Friday, May 20, 2022

Re: USA Africa Dialogue Series - Meditations of the Perplexed Yogi

thanks toyin.
i think sublime in the kantean sense means something that exceeds what we can put into language/discourse/rational thought
the ordinary sense is wonderful. but this larger sense is closer to the biblical "terrible," "wondrous", "fearful" etc, and really evokes such moments as moses on the mountain, hidden in the cleft, as god passes by before him.
i always found african religious thought to be much much closer to our jewish biblical thought than any other approach.

as for islam, you are right. my first book was Faces of Islam in African Literature, where i evoke the sufi thought in camara laye and cheikh hamidou kane and tayib saleh. the second book of essays, the Marabout and the Muse, was an attempt to complete the regional converage of islam.
i know it disturbed cornelius, and perhaps others, when i do not take the position that blasphemy is a crime that merits punishment like that which the ppor student deborah had to suffer. no one likes blasphemy, especially in these days of islamophobia, which we have to find ways to oppose.
 i am very very sensible to the insults against and demeaning of islam in the west, and build my political values around that struggle. i wish we could all be on the same page.
but it is one thing to say that this is regarded as an unacceptable act in islam; another to condone killing the offender. the line really must be clear.
ken

kenneth harrow

professor emeritus

dept of english

michigan state university

517 803-8839

harrow@msu.edu


From: usaafricadialogue@googlegroups.com <usaafricadialogue@googlegroups.com> on behalf of Oluwatoyin Adepoju <ovdepoju@gmail.com>
Sent: Thursday, May 19, 2022 10:39 AM
To: usaafricadialogue@googlegroups.com <usaafricadialogue@googlegroups.com>
Subject: Re: USA Africa Dialogue Series - Meditations of the Perplexed Yogi
 
An unusual kind of sublimity. Would like to read that speech.

Thanks Ken.

I still find it strange referring to you by your first name, since Nigerians don't do that with people far ahead of them, recalling as I do that paper of yours I might have mentioned more than once, "A Sufi Interpretation of Le Regarde de Roi," perhaps my first encounter with a discussion of Islamic mysticism  in African literature, in the basement of the Ugbowo library of the University of Benin, at the beginning of my academic career.

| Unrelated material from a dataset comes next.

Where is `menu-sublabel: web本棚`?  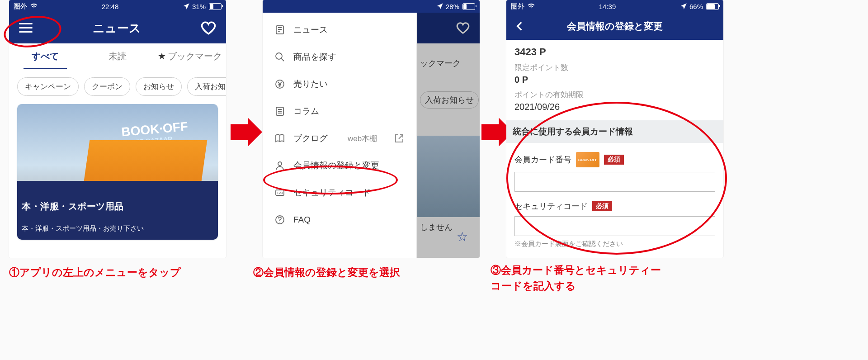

You've moved on from that long ago orientation, including the collection Islam in African Literature, if I recall the title correctly, with a superb essay on Mahmoud Dib, Turareg poet, that being possibly the correct name of the poet,  but it's that Islamic mystical strand I will always associate with you.

Thanks

Toyin

On Thu, May 19, 2022, 15:28 Harrow, Kenneth <harrow@msu.edu> wrote:
beautiful reflection, but the antithesis of kantian sublime which transcends the beauty and humane spirit of the buddha. when 9/11 occurred, spivak came to our university and described the event as sublime, in the kantian sense

kenneth harrow

professor emeritus

dept of english

michigan state university

517 803-8839

harrow@msu.edu


From: usaafricadialogue@googlegroups.com <usaafricadialogue@googlegroups.com> on behalf of Oluwatoyin Adepoju <ovdepoju@gmail.com>
Sent: Thursday, May 19, 2022 6:52 AM
To: usaafricadialogue <USAAfricaDialogue@googlegroups.com>
Subject: USA Africa Dialogue Series - Meditations of the Perplexed Yogi
 



For years, I have lived the ascetic life.

Seated at the entrance to this cave, I see the valley below and the town within it.

In the far distance after this natural space and the human habitation nestled within it, is a mountain range.

Beyond the mountain range, towering to the farthest height of sight,  is the sky.

Beyond the sky is the sun.

The sun is setting,gloriously red in it's circular splendour,  seeming to rest in a gap between the mountains.

My fellow humans. Myself. The sun. The rhythm of it's rising and setting. Our rhythms of being and becoming.

What is beyond this?

" One thing do I preach brother, now and always, suffering, and deliverance from suffering" the Buddha declared, describing desire as the root of suffering.

Without desire, without the tension between ideal and fulfillment, without the pain of indequacy of the world, what would life be worth?

I withdraw from the quest for freedom from pain.I withdraw from the rejection of desire.

"As long as space abides, as long as the world abides, so long shall I abide, destroying the sufferings of the world," declares Santideva in his Boddhicaryavatakara.

Sublime.

But, which suffering? Of physical health? Of pain in the dissatisfaction with reality?

How meaningful would a perfect  world be?

"We must be still and still moving, into another intensity, for a further union, a deeper communion " T. S. Eliot.